Death ray

Date

The death ray, also called the death beam, is a type of weapon that uses particles or electromagnetic energy. It was first imagined by scientists in the 1920s and 1930s. During this time, inventors like Guglielmo Marconi, Nikola Tesla, Harry Grindell Matthews, Edwin R.

The death ray, also called the death beam, is a type of weapon that uses particles or electromagnetic energy. It was first imagined by scientists in the 1920s and 1930s. During this time, inventors like Guglielmo Marconi, Nikola Tesla, Harry Grindell Matthews, Edwin R. Scott, Erich Graichen, and others claimed they had created it separately. In 1957, the National Inventors Council still listed the death ray as one of the inventions needed for military use.

Although the death ray is often found in stories, research about energy-based weapons inspired by these early ideas has led to real weapons used today. For example, the United States Navy uses a system called the Laser Weapon System (LaWS), which was introduced in 2014. These weapons are officially called directed-energy weapons.

History

In 1923, Edwin R. Scott, an inventor from San Francisco, said he was the first to create a death ray that could harm people and damage planes from a distance. He was born in Detroit and claimed he studied for nine years under Charles P. Steinmetz. In 1924, Harry Grindell-Matthews tried to sell a death ray to the British Air Ministry but never showed a working model or demonstrated it to the military.

Nikola Tesla claimed to have invented a "death beam," which he called teleforce, in the 1930s. He continued to make these claims until his death. Tesla explained that his invention did not use rays because they lose strength quickly over distance. He said that even if all the energy from New York City were turned into rays and sent 20 miles, it would not harm a person. Instead, his device used tiny particles that could carry large amounts of energy over long distances. Tesla said his invention could protect a country from attacks by creating a powerful barrier. He claimed to have worked on the project since about 1900 and said it used power from the ionosphere, a layer of energy around Earth. He used a 50-foot Tesla coil to help with the invention. The "well known law of physics" Tesla mentioned refers to the inverse-square law, which explains how rays weaken as they travel farther.

In 1934, Antonio Longoria said he had a death ray that could kill pigeons from four miles away and could kill a mouse inside a thick metal container.

During World War II, Germany had at least two projects and Japan had one to create death rays. One German project, led by Ernst Schiebold, involved a particle accelerator with beryllium rods moving through a vertical axis. Another project was developed by Rolf Widerøe and is mentioned in his biography. Widerøe’s machine was in a lab in Dresden in February 1945 when the city was bombed. In March 1945, Widerøe led a team to move the device from the damaged lab to General Patton’s 3rd Army at Burggrub. The device was taken into U.S. custody on April 14, 1945. Japan’s weapon, called "Ku-Go," aimed to use microwaves produced by a large magnetron.

In science fiction

The idea of a death ray first appeared in science fiction stories as early as 1898 in H. G. Wells' novel The War of the Worlds and in Aleksey Nikolayevich Tolstoy's 1927 book The Garin Death Ray. Later, science fiction stories introduced the idea of a raygun that can be held in the hand, used by characters like Flash Gordon. In Alfred Noyes' 1940 novel The Last Man (also called No Other Man in the United States), a death ray created by a German scientist named Mardok is used during a global war and nearly destroys the human race. Similar weapons also appear in spy-fi movies like Murderers' Row and in George Lucas' science-fiction story Star Wars.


● **Assignment**
Starting with the line that contains "Parse this screenshot: output", repeat exactly every line through the last one in the records below, and leave out the pictures.

● **Provided records**

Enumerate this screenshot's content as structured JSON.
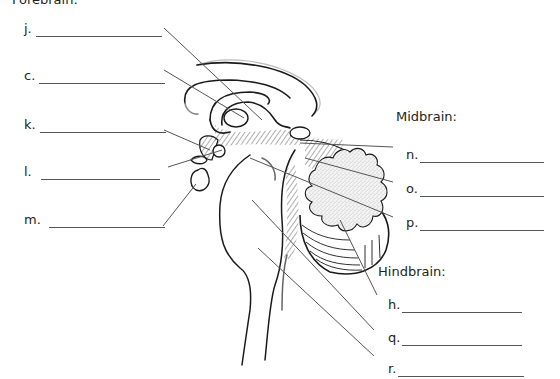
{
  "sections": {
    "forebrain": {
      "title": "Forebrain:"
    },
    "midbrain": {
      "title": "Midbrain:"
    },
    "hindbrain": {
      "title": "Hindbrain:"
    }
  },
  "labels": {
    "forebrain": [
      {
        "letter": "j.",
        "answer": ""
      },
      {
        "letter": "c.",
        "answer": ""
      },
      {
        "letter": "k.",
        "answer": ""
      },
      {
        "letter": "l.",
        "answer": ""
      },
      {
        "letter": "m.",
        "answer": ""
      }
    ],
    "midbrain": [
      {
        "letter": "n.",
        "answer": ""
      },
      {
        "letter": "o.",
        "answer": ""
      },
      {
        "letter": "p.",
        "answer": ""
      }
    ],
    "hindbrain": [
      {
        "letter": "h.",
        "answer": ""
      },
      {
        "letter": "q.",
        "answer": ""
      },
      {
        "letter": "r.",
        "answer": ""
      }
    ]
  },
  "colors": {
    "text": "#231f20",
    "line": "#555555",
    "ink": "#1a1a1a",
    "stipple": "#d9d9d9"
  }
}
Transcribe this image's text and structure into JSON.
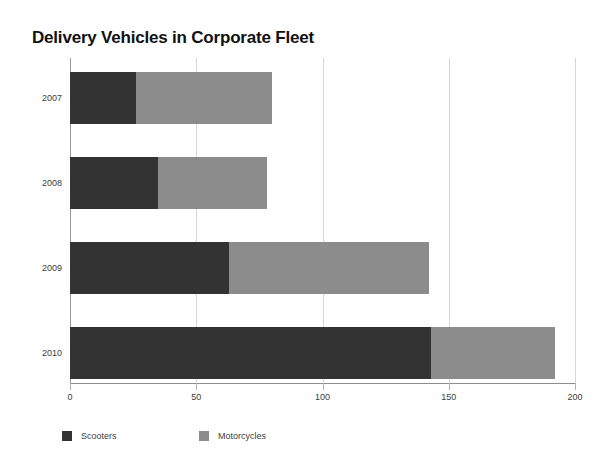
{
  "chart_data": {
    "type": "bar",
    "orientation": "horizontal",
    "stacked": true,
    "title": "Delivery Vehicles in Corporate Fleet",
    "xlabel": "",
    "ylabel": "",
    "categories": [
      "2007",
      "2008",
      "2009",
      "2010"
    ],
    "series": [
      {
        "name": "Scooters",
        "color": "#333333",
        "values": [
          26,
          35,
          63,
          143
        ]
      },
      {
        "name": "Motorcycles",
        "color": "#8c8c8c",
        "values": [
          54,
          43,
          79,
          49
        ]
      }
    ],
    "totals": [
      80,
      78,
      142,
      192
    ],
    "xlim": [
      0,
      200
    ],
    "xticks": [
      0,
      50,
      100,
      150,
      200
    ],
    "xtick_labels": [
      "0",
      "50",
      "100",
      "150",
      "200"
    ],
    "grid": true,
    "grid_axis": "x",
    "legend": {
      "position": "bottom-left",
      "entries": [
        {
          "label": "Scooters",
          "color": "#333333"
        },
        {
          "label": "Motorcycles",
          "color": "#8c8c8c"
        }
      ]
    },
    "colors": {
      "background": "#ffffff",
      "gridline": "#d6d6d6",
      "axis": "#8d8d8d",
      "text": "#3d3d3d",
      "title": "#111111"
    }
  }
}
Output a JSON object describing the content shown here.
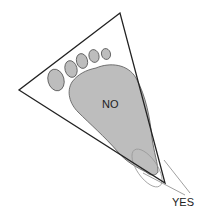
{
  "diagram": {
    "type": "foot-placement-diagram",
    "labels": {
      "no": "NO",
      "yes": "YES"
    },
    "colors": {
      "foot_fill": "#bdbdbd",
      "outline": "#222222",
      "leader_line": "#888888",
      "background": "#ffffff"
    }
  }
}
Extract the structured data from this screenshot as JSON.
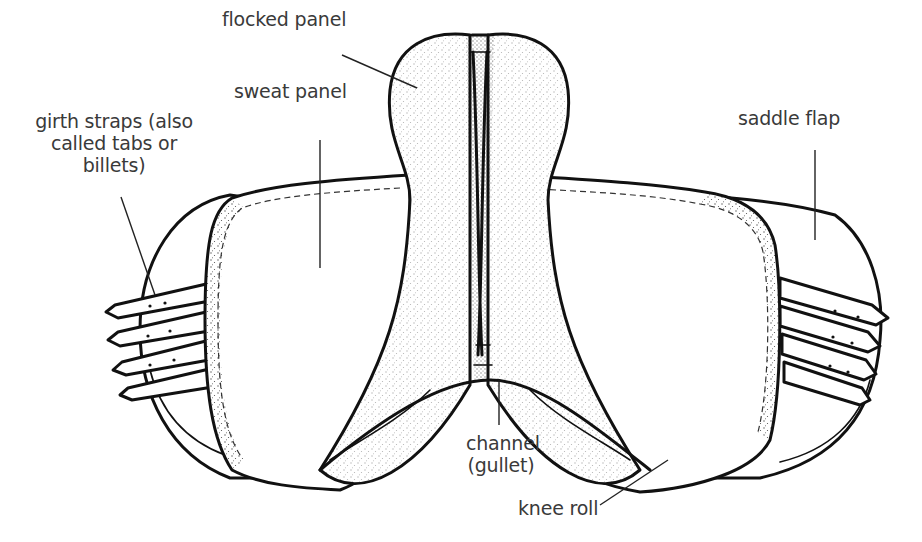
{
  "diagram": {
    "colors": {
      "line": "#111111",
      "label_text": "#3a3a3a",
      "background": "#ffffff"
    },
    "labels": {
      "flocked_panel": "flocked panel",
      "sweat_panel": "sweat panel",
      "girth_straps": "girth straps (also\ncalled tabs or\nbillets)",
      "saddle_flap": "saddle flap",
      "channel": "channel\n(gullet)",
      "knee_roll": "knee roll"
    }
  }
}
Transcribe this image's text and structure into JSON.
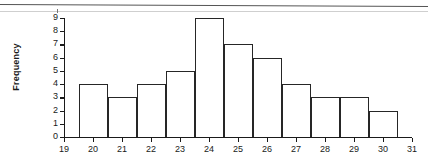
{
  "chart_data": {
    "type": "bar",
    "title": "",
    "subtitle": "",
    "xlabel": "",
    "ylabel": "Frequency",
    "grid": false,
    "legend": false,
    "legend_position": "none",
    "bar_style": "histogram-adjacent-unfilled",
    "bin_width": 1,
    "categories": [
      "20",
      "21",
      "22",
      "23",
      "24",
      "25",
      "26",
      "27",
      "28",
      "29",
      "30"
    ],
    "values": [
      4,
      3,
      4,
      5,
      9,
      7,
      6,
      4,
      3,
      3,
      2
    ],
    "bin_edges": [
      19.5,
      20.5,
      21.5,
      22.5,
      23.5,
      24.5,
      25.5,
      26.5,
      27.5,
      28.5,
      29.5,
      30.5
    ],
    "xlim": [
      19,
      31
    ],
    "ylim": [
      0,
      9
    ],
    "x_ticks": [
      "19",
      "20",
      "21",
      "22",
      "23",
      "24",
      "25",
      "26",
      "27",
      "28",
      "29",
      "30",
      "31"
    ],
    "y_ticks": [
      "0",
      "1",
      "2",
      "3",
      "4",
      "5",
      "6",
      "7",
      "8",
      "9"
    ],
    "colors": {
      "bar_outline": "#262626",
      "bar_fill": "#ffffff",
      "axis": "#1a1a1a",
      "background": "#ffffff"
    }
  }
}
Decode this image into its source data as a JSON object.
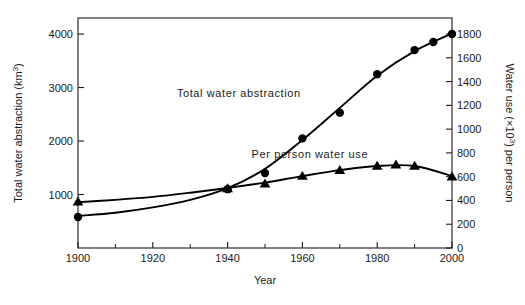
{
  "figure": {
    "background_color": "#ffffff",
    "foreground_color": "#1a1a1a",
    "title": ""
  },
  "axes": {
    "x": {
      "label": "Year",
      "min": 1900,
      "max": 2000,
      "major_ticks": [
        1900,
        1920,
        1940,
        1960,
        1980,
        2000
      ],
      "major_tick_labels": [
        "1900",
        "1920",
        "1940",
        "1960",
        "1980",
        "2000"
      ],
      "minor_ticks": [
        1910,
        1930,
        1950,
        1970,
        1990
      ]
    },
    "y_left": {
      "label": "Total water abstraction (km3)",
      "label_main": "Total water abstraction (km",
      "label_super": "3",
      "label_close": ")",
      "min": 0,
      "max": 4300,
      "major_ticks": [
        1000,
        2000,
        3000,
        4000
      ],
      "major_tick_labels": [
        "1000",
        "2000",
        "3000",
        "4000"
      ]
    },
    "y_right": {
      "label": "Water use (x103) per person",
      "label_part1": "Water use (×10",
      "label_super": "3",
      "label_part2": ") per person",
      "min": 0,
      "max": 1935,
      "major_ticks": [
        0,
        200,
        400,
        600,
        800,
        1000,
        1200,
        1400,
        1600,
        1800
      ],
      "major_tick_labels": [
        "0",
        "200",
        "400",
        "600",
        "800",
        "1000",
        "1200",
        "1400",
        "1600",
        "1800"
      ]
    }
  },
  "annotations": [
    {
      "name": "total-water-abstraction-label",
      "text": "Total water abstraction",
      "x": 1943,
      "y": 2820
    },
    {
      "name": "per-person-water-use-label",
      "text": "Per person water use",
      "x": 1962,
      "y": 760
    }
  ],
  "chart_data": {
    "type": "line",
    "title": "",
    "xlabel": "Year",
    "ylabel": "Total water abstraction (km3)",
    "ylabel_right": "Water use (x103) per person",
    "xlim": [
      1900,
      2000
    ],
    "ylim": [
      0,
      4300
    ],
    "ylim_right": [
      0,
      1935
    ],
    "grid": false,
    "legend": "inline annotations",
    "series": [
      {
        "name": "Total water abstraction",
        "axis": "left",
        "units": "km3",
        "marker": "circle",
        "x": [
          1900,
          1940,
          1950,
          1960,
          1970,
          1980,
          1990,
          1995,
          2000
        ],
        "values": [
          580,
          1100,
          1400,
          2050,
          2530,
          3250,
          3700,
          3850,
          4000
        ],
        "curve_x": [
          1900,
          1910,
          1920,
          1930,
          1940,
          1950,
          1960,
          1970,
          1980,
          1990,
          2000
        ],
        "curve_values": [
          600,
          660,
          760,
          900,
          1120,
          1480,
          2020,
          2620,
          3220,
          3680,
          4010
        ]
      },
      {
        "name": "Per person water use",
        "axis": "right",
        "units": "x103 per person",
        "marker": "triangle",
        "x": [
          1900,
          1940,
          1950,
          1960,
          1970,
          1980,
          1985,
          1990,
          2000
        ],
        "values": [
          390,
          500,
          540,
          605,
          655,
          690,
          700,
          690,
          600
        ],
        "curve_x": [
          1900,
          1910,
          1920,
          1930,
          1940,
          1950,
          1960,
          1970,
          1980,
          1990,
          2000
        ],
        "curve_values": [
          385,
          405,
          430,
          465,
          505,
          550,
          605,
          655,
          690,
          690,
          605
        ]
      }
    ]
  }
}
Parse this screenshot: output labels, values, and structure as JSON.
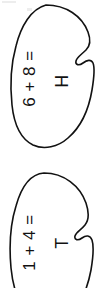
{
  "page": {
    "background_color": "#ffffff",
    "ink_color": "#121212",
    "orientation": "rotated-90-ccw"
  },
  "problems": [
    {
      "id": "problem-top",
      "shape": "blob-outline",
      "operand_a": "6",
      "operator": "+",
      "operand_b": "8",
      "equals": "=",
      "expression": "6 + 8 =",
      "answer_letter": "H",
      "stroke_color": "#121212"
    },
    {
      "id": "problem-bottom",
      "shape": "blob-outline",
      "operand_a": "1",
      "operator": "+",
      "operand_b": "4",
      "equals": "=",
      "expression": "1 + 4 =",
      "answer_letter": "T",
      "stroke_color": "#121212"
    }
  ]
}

● **Response area**
Parse this screenshot: output labels, values, and structure as JSON.
{
  "page": {
    "background_color": "#ffffff",
    "ink_color": "#121212",
    "orientation": "rotated-90-ccw"
  },
  "problems": [
    {
      "id": "problem-top",
      "shape": "blob-outline",
      "operand_a": "6",
      "operator": "+",
      "operand_b": "8",
      "equals": "=",
      "expression": "6 + 8 =",
      "answer_letter": "H",
      "stroke_color": "#121212"
    },
    {
      "id": "problem-bottom",
      "shape": "blob-outline",
      "operand_a": "1",
      "operator": "+",
      "operand_b": "4",
      "equals": "=",
      "expression": "1 + 4 =",
      "answer_letter": "T",
      "stroke_color": "#121212"
    }
  ]
}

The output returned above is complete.